FBI Director Christopher Wray may have bailed on an oversight hearing early last week to go on vacation in a taxpayer-funded private jet, according to a new report in the New York Post.

Despite their increasing frustrations with the nation’s primary domestic intelligence agency’s increasingly politicized conduct in recent years, members of the Senate Judiciary Committee were rushed through one shortened round of questioning on Thursday because Wray said he needed to be “high-tailing it” out of the rare oversight hearing by 1:30 Eastern to catch a flight.

That flight, the New York Post’s Miranda Devine alleged on Sunday, was a 12-minute trip on the “luxury FBI Gulfstream,” originally designed for counterterrorism purposes, to Wray’s “favorite summer destination since his childhood” in upstate New York.

Flight records confirm that a jet belonging to the Department of Justice did fly to Saranac Lake in the Adirondacks, where Wray hiked and fished as a child, his father served as Park Agency Commissioner for more than a decade, and where Wray’s parents have a 16-acre summer retreat less than an hour from the Saranac Lake regional airport, but the FBI did not immediately respond to The Federalist’s questions about whether Wray was on board.

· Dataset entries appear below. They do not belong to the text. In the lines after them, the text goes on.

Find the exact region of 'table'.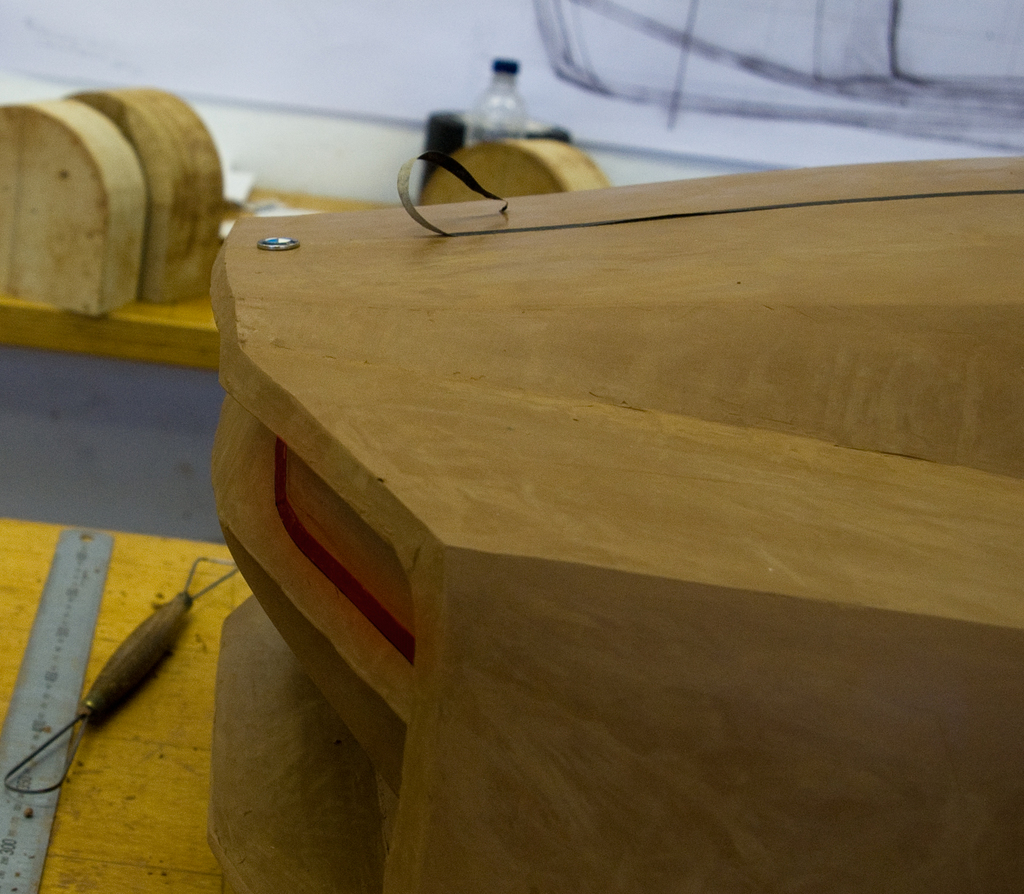
Exact region: rect(214, 148, 1023, 893).
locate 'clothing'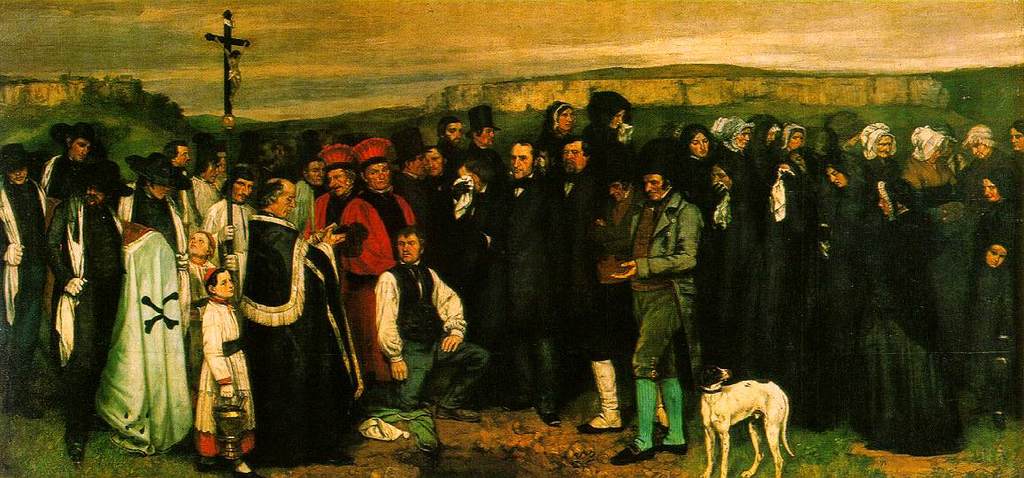
[437, 133, 466, 168]
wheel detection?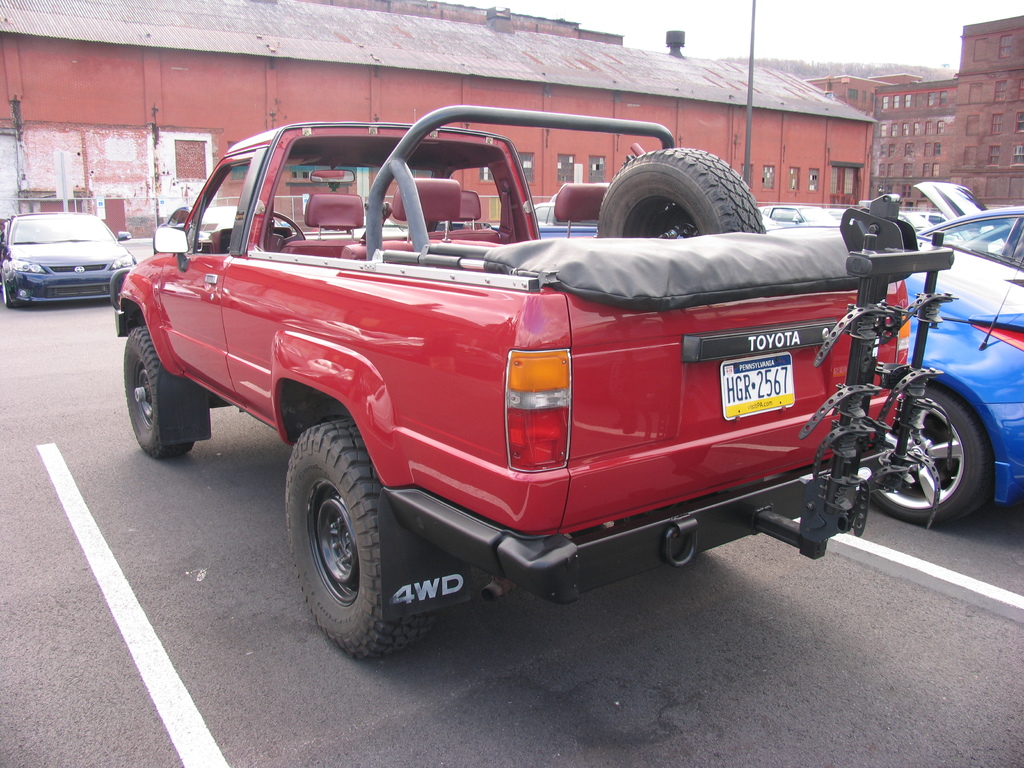
(868,383,995,522)
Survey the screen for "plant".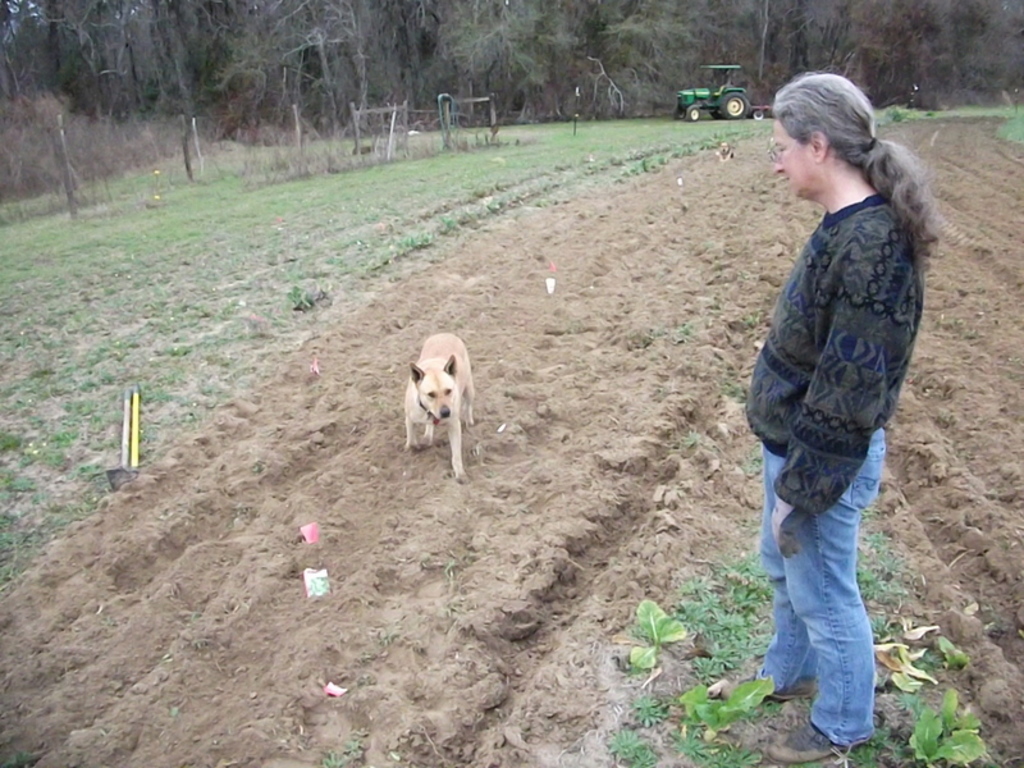
Survey found: [left=680, top=543, right=771, bottom=681].
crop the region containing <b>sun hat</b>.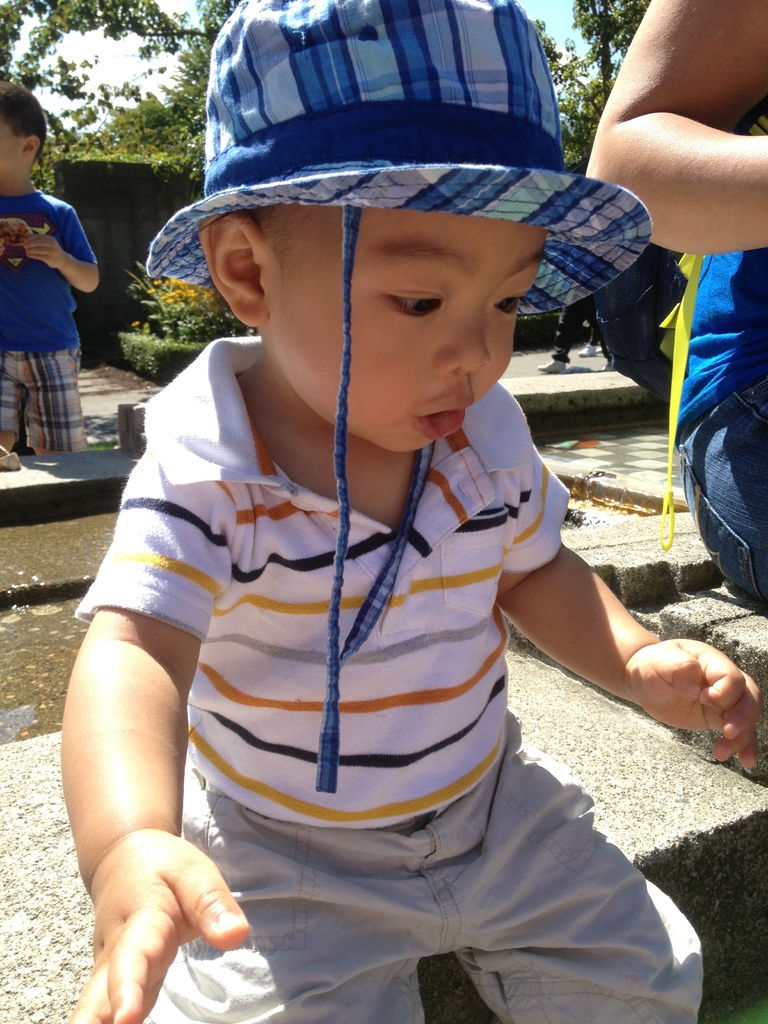
Crop region: (x1=142, y1=0, x2=653, y2=796).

If the FBI head did indeed cut an oversight hearing short to go to the scenic destination in upstate New York, a trip this particular DOJ jet has made three times in two months, then it’s likely Wray blew off the senate for personal reasons, not business as senators were led to believe.

Senators were under the impression that Wray’s quick exit from his third appearance under oath in front of them in two years was urgent and work-related. That’s because Wray said it was. In a hot mic moment a the end of the hearing, Ranking Member Chuck Grassley confronted Wray and said “I assume you’ve got other business.”

“Yeah,” Wray replied.

That was after Democrat Chairman Dick Durbin repeatedly reminded senators during the hearing that Wray had “a hard stop coming up soon,” something that seemed to surprise Grassley who wondered “If it’s your business trip you’ve got your own plane. Can’t it wait a while?”

“We just heard a half hour ago about you having to leave at 1:30,” Grassley said. “We were going to have seven minutes [each] for first round [questions and] three-minute second rounds. I’ve got seven people on my side of the aisle want their additional three minutes. Is there any reason we couldn’t accommodate them for 21 minutes?”

Wray blew off Grassley’s frustrations and claimed “I tried to make my break as fast I could to get right back out here.” Grassley wasn’t buying it and noted Wray took much longer than the five allotted minutes. But the Republican’s protests were ultimately shut down by Durbin, who was also reluctant to indulge the request to prolong Wray’s interrogation.

“I want to accommodate as many as I can and still be respectful of the fact that this is your third appearance in two years before this committee. And I appreciate that very much. We want to make sure we do this on a regular basis. I try to ask everyone to stick to your seven minutes. We’ve had some violations of that,” Durbin told Wray.

In addition to intentionally refusing to disclose the reasons for his premature exit from the hearing, Wray refused to answer senators’ questions about his agency’s history of corruption and cover-ups and instead doubled down on defending the FBI’s actions against U.S. citizens. He also refused to condemn the Russia collusion hoax.

Updated Aug. 8 at 3:21 p.m.

Reached for comment, a spokeswoman for the FBI did not deny that Wray used the DOJ’s taxpayer-funded Gulfstream jet to take him on vacation to upstate New York last Thursday and implied that senators and staff had previously agreed not to infringe on his Thursday afternoon vacation plans.

“Hearing logistics are worked out with congressional committees in advance,” an FBI representative told The Federalist. “Director Wray’s testimony before the Senate Judiciary Committee last week was consistent with the prearranged format and timing, and was also consistent with the length of the Committee’s 2021 oversight hearing.”